Michael Thomas Leibrandt: Fathers and sons
It was April 21, 1790, when nearly 28,000 people marched down the streets of Philadelphia. This wasn’t a riot. It wasn’t a military exercise. And it wasn’t a celebration of America’s freedom. This was a chance for people from all over the world to pay tribute to a man whose greatness wouldn’t just be immortalized after his death. It was recognized during his life. William Penn may have founded Philadelphia, but Dr. Benjamin Franklin was its father.
I’ve been lucky in life. I didn’t just grow up with a love for life, I grew up with a love for Philadelphia. For me, it wasn’t just some teenage epiphany. It was instilled in me from the day that I was born (OK, maybe it began on my second day of life.) Win or lose, I spent Sunday afternoons watching the Eagles, August nights watching the Phillies, and toured some of Philadelphia’s best historic sites — all while covering all of the major food groups with a cheesesteak and a soft pretzel as a daily meal.
My grandfather spent almost all of his life in Philadelphia. He loved Athletics baseball, Penn football, and Philadelphia architecture. My father was educated at some of Philadelphia’s finest schools. He grew up in West Philadelphia, loving Eagles football, Phillies baseball, a great cheesesteak, and a quality seafood lunch at the Samson Street Oyster House.

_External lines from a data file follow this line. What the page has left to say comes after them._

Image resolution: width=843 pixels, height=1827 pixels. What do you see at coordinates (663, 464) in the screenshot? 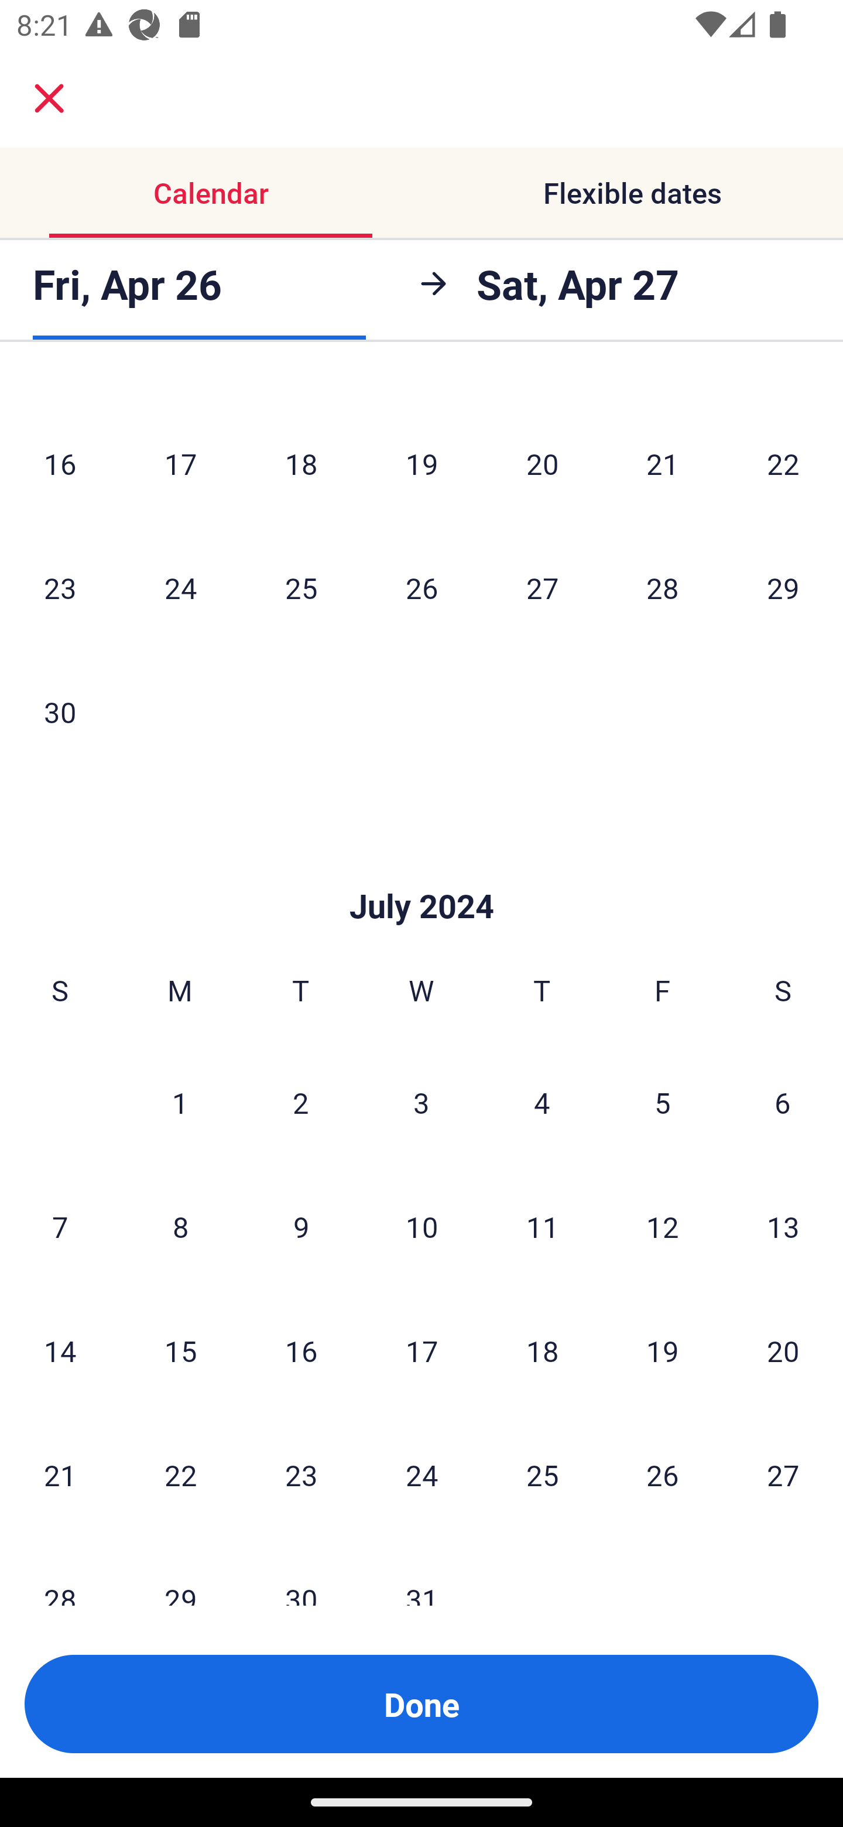
I see `21 Friday, June 21, 2024` at bounding box center [663, 464].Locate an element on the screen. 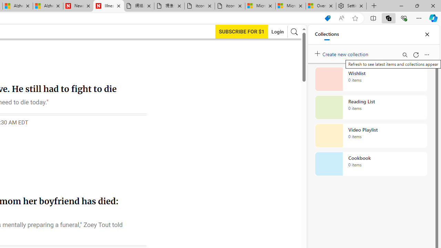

In addition to the great aspects of Philadelphia that they passed along to me, I never saw either one of them without a book in their hands.
Ironically, it was not William Penn’s son who would carry on his legacy after Philadelphia’s founder passed away in July 1718. In a bitter legal battle between him and Penn’s second wife, Hannah Callowhill Penn, who not only lived a grand life in Pennsbury Manor on the Delaware River but is considered by some to have been Pennsylvania’s only female executive. In a bitter legal battle, William Penn Jr. would challenge his father’s will but died before the case could be settled legally.
Benjamin Franklin’s son William was one of those 28,000 people at his father’s funeral. After years of bickering between William and his father — who found themselves on opposite sides of the American Revolution — tensions were strained. It was actually Franklin’s grandson — as depicted in the Apple TV Series Franklin — who would help to carry on his grandfather’s legacy by publishing his works after his death.
That funeral in 1790 wasn’t the first in Philadelphia of its kind. What it was, however, was an incredible celebration of a man who just didn’t put all of his love and dedication into the city that he adored — a city he had arrived in five years after the death of William Penn. Franklin’s funeral was the celebration of a man who fathered our independence. Estimates of those who came to pay their respects that day were around 20,000 people — just 8,000 shy of Philadelphia’s estimated population at the time.
And would I compare my Philadelphia family lineage to that of the Penns and Franklins? Certainly not. When my father embarked on the difficult task of cleaning out grandpop’s house almost four decades ago after his death — that book still on top of the nightstand was my Dad’s. When I did the same for my father — that article on top of the table by his bedside? That article was one that I had written.
Consider that for a mini-series, Apple TV.
Michael Thomas Leibrandt lives and works in Abington Township, Pennsylvania.